From the readings this week, I saw two major themes emerge:
- Distant vs. close reading (perhaps as a parallel for structural vs. individual patterns)
- It’s ironic to me that Jocker makes the claim that close reading has been rendered “totally inappropriate” and then goes on to — at least Mandel argues — recreate or embed a sexist structure within his distant reading analysis.
- Something like… negative definition? Defining something by its relation to other things (how like or unlike it is)
- In So & Roland, “white” and “black texts” defined relative to each other
- I found it rich in meaning that the absence of the word “white” in a text was a strong indicator that a text was by a white author; whiteness defined by its very absence
- Comp titles being a means of defining what kind of books are expected to find commercial success
- A parallel in Mandel’s discussion of the conservatism of statistics and Bayesian probability
- In So & Roland, “white” and “black texts” defined relative to each other
Questions I have coming out of the reading:
- Mandel criticizes Jocker’s analysis as veering from a study of style instead to mere counting. How does one find the line between such approaches, especially when using quantitative methods?
- Maybe Mandel argues that there never is a line, it’s always both? (“The biological binary…is a textual and numerical” [production].)
- The shift in the So & Roland essay from categorizing texts along a racial binary to instead a spectrum of probability seemed brilliant, and opened up a lot of avenues of inquiry. And Mandel speaks of “animat[ing] numerical processes.” But it feels hard to know how to design projects this way from the outset. Do you find that after some time in the field, digital humanists can kind of “slice and dice” their research questions this way or is it really a matter of experimenting and seeing which way the data leads the research?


Where in the records does the word "List" appear? Copy each line that holds it.

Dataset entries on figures
* * * * * * * * *
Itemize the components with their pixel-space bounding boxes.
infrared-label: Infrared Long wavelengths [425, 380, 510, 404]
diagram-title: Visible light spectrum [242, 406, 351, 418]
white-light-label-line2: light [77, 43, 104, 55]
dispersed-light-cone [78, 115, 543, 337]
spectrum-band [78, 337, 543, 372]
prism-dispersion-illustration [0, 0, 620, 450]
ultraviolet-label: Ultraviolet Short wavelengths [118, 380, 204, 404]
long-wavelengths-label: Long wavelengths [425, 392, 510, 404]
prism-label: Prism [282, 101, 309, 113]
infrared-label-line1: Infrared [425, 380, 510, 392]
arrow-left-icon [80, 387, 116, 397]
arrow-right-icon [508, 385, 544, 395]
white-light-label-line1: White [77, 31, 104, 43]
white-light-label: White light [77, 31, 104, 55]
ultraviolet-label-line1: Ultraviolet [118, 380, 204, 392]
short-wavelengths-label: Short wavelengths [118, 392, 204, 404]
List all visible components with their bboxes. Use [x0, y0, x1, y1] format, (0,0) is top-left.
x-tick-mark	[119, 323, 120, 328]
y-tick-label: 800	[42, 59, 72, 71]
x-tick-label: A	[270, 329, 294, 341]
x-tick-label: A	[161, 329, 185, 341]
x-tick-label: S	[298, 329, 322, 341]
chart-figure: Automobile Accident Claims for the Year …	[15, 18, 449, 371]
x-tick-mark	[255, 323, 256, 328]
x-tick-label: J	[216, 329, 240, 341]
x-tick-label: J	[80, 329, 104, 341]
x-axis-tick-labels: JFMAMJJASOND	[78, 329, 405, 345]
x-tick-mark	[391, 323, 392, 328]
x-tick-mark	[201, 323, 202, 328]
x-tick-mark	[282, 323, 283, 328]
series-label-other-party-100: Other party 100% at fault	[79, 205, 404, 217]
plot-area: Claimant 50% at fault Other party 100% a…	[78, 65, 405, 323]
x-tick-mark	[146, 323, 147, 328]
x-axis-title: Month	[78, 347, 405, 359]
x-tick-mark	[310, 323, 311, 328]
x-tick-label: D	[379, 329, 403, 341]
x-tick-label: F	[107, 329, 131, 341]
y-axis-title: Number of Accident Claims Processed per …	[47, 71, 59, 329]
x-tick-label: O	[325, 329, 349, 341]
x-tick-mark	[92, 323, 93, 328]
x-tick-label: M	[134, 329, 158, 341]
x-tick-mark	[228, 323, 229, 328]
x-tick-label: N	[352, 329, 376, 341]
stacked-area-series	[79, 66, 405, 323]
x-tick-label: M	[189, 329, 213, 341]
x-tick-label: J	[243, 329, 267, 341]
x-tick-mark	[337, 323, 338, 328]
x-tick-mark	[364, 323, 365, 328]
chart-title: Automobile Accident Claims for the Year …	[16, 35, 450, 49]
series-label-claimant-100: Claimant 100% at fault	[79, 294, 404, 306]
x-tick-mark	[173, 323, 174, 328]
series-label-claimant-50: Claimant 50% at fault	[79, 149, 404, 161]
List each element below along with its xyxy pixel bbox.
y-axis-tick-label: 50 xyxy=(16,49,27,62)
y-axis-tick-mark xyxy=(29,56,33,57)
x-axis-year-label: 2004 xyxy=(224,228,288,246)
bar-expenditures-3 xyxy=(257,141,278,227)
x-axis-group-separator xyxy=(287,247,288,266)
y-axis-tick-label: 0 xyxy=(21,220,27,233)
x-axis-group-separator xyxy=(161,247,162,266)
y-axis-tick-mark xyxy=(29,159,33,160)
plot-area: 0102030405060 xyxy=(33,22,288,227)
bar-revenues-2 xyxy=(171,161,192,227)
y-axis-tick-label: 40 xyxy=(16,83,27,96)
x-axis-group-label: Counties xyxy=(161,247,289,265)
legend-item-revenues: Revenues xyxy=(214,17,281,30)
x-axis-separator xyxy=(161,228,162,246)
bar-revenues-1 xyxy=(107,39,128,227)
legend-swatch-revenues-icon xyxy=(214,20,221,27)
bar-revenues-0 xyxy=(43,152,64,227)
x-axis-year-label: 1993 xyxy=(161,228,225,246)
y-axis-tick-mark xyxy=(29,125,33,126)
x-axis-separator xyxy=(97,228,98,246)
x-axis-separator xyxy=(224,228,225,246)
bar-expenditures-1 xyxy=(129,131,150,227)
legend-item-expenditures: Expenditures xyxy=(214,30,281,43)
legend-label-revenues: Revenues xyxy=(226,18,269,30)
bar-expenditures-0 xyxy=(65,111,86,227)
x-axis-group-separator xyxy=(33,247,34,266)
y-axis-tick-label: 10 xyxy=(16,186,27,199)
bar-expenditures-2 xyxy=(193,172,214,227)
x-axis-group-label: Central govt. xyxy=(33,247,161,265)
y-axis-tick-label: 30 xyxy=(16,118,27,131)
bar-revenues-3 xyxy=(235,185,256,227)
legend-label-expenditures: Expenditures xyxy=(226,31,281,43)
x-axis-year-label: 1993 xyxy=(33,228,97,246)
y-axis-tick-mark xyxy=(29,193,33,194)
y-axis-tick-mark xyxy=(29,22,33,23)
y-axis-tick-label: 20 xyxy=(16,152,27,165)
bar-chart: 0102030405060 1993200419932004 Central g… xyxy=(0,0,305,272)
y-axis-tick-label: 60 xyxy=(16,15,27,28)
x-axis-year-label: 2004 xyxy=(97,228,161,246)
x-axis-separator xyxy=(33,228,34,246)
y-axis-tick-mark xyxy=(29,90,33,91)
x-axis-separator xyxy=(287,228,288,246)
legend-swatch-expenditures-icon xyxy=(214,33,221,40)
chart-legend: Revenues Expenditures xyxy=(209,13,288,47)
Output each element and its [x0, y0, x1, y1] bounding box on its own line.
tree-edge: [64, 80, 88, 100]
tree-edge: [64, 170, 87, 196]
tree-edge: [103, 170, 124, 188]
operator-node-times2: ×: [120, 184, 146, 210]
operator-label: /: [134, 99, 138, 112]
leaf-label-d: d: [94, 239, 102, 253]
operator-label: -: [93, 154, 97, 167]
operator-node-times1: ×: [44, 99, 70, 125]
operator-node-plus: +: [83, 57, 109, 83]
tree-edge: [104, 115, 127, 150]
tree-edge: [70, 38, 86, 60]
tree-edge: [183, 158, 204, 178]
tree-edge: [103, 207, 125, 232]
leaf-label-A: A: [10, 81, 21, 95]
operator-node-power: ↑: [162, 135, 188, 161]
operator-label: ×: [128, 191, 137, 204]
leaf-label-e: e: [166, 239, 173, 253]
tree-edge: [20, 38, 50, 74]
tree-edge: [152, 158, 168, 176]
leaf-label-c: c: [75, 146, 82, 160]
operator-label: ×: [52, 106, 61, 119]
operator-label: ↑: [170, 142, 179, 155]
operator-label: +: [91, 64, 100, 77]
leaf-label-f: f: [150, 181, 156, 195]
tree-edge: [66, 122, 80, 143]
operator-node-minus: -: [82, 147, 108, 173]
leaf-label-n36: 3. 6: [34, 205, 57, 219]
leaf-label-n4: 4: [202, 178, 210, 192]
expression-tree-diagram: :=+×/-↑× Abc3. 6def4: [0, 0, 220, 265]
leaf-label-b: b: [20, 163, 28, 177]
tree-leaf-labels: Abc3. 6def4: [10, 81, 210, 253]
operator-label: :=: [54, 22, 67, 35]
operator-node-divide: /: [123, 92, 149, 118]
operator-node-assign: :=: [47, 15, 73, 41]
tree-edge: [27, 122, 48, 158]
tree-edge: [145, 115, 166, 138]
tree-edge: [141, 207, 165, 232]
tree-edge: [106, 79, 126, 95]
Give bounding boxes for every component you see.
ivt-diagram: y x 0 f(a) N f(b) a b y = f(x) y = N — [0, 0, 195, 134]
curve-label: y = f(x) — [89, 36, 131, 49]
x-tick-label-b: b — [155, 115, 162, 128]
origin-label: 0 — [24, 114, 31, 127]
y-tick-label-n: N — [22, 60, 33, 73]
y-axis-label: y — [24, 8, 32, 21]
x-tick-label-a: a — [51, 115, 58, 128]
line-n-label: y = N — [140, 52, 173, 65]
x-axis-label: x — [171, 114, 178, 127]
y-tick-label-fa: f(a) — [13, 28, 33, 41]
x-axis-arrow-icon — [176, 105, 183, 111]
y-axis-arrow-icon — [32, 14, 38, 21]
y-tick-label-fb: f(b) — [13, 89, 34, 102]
* * * * * * * * *
Solution to the exercise.
List all visible components with their bboxes. Use [x0, y0, x1, y1] format, (0,0) is top-left.
List each element below along with its xyxy pixel bbox.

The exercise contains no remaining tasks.